Calling the ocean “the 900-pound gorilla of global warming and climate change,” oceanographer Josh Willis of NASA’s Jet Propulsion Laboratory in Pasadena, Calif., says he’s excited to finally see long-term climate projections homing in on the ocean’s role. “How the oceans affect the great ice sheets in Greenland and Antarctica could mean the difference between getting two feet and six feet of sea level rise in the coming century,” observes Willis, who had no role in the new analysis. “So this is a big deal.”

Until now, “no one had noticed that the ocean surrounding Greenland and Antarctica will warm very differently during this century and the next,” says climate modeler Jianjun Yin of the University of Arizona in Tucson, who led the new study, published online July 3 in Nature Geoscience. Although his group’s conclusions come from computer analyses, Yin notes that the study’s projections “are quite consistent with recent observations of subsurface ocean temperatures around Greenland.”

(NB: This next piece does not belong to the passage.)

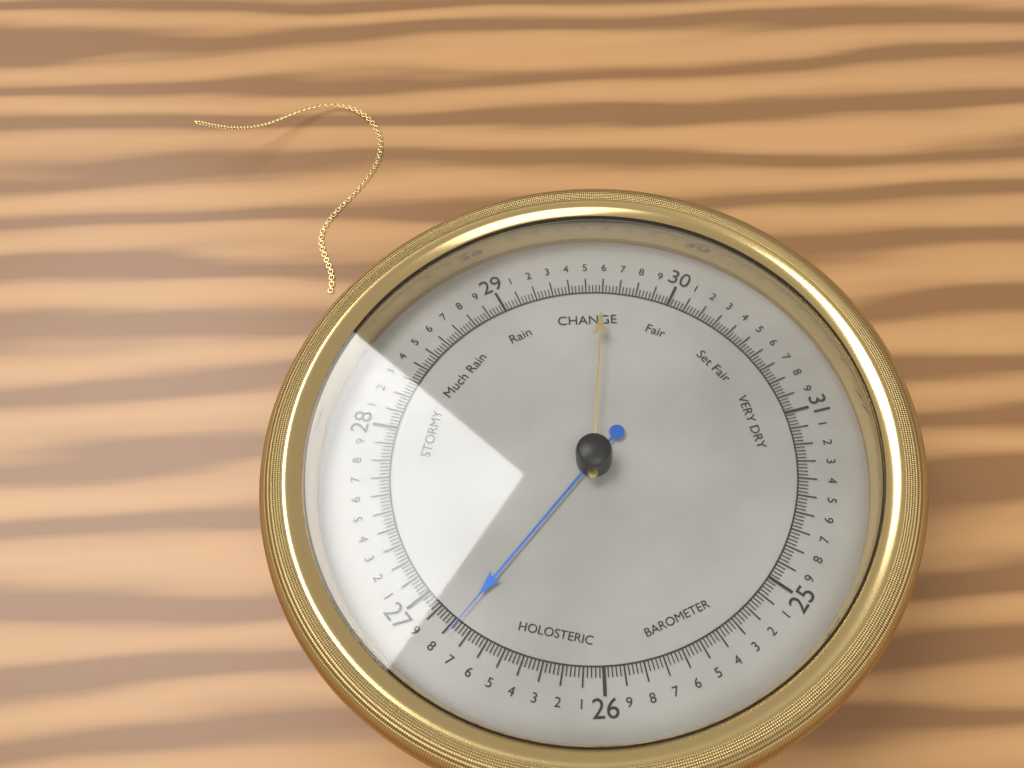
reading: 26.78 (no unit)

Yin’s team ran 19 computer programs to project the effects of global climate change on the world’s great bodies of water, many for periods through 2200. These analyses consistently turned up surprises, Jin says, including signs of substantial warming during the next 90 years and beyond in waters off Greenland at depths of 200 to 500 meters. The increase, projected to total about 2° Celsius, could erode the base of glaciers in fjords, where the ice can reach as deep as 1,000 meters below the ocean surface. And unlike the glacial surface, which remains frozen in winter, the deeply submerged portions of tidal glaciers can melt year-round, Yin says, greatly accelerating their underwater calving.